Since the year 1840 this assertion, which even before that date was only half-true, has lost all semblance of truth; for the most diverse machines are now applied to the manufacture of the machines themselves on quite as extensive a scale as in the manufacture of cotton yarn, and the labourers employed in machine factories can but play the role of very stupid machines alongside of the highly ingenious machines.
But in place of the man who has been dismissed by the machine, the factory may employ, perhaps, three children and one woman! And must not the wages of the man have previously sufficed for the three children and one woman? Must not the minimum wages have sufficed for the preservation and propagation of the race? What, then, do these beloved bourgeois phrases prove? Nothing more than that now four times as many workers' lives are used up as there were previously, in order to obtain the livelihood of one working family.
To sum up: the more productive capital grows, the more it extends the division of labour and the application of machinery; the more the division of labour and the application of machinery extend, the more does competition extend among the workers, the more do their wages shrink together.
In addition, the working class is also recruited from the higher strata of society; a mass of small business men and of people living upon the interest of their capitals is precipitated into the ranks of the working class, and they will have nothing else to do than to stretch out their arms alongside of the arms of the workers. Thus the forest of outstretched arms, begging for work, grows ever thicker, while the arms themselves grow every leaner.
It is evident that the small manufacturer cannot survive in a struggle in which the first condition of success is production upon an ever greater scale. It is evident that the small manufacturers and thereby increasing the number of candidates for the proletariat—all this requires no further elucidation.
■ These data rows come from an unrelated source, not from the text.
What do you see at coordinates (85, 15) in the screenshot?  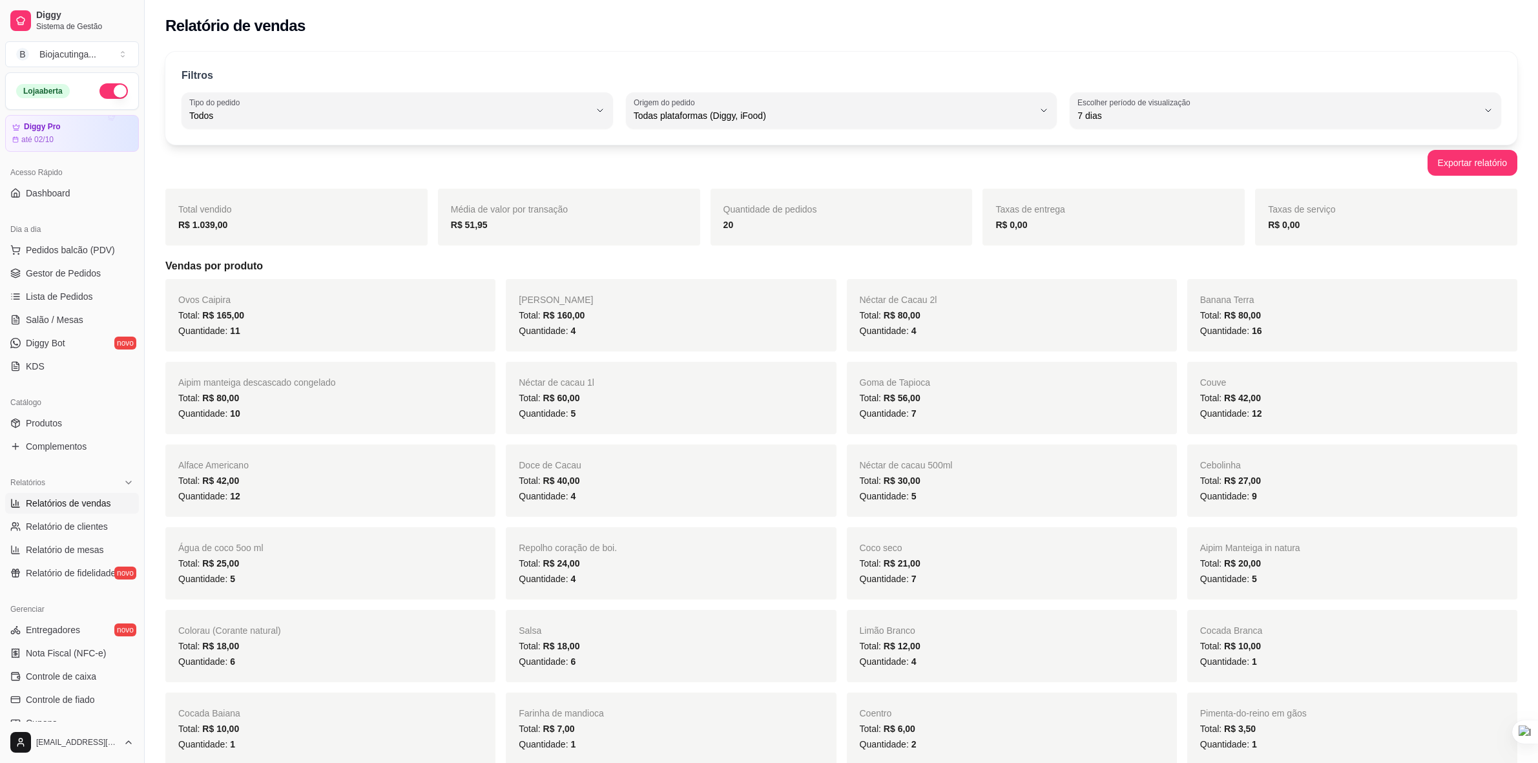 I see `span: Diggy` at bounding box center [85, 15].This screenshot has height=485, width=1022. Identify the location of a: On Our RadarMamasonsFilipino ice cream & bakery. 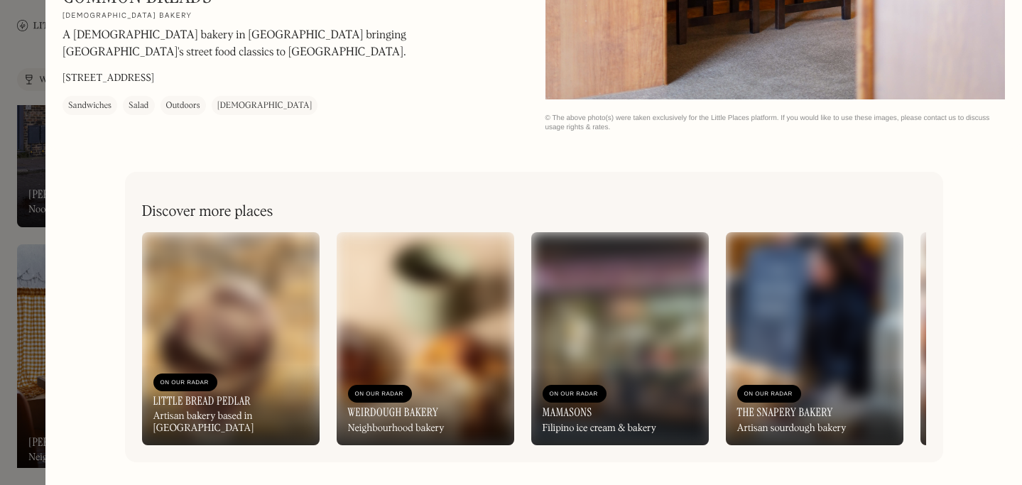
(620, 339).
Finally, in the same measure in which the capitalists are compelled, by the movement described above, to exploit the already existing gigantic means of production on an ever-increasing scale, and for this purpose to set in motion all the mainsprings of credit, in the same measure do they increase the industrial earthquakes, in the midst of which the commercial world can preserve itself only by sacrificing a portion of its wealth, its products, and even its forces of production, to the gods of the lower world—in short, the crises increase. They become more frequent and more violent, if for no other reason, than for this alone, that in the same measure in which the mass of products grows, and therefore the needs for extensive markets, in the same measure does the world market shrink ever more, and ever fewer markets remain to be exploited, since every previous crisis has subjected to the commerce of the world a hitherto unconquered or but superficially exploited market.
But capital not only lives upon labour. Like a master, at once distinguished and barbarous, it drags with it into its grave the corpses of its slaves, whole hecatombs of workers, who perish in the crises.
We thus see that if capital grows rapidly, competition among the workers grows with even greater rapidity—i.e., the means of employment and subsistence for the working class decrease in proportion even more rapidly; but, this notwithstanding, the rapid growth of capital is the most favorable condition for wage-labour.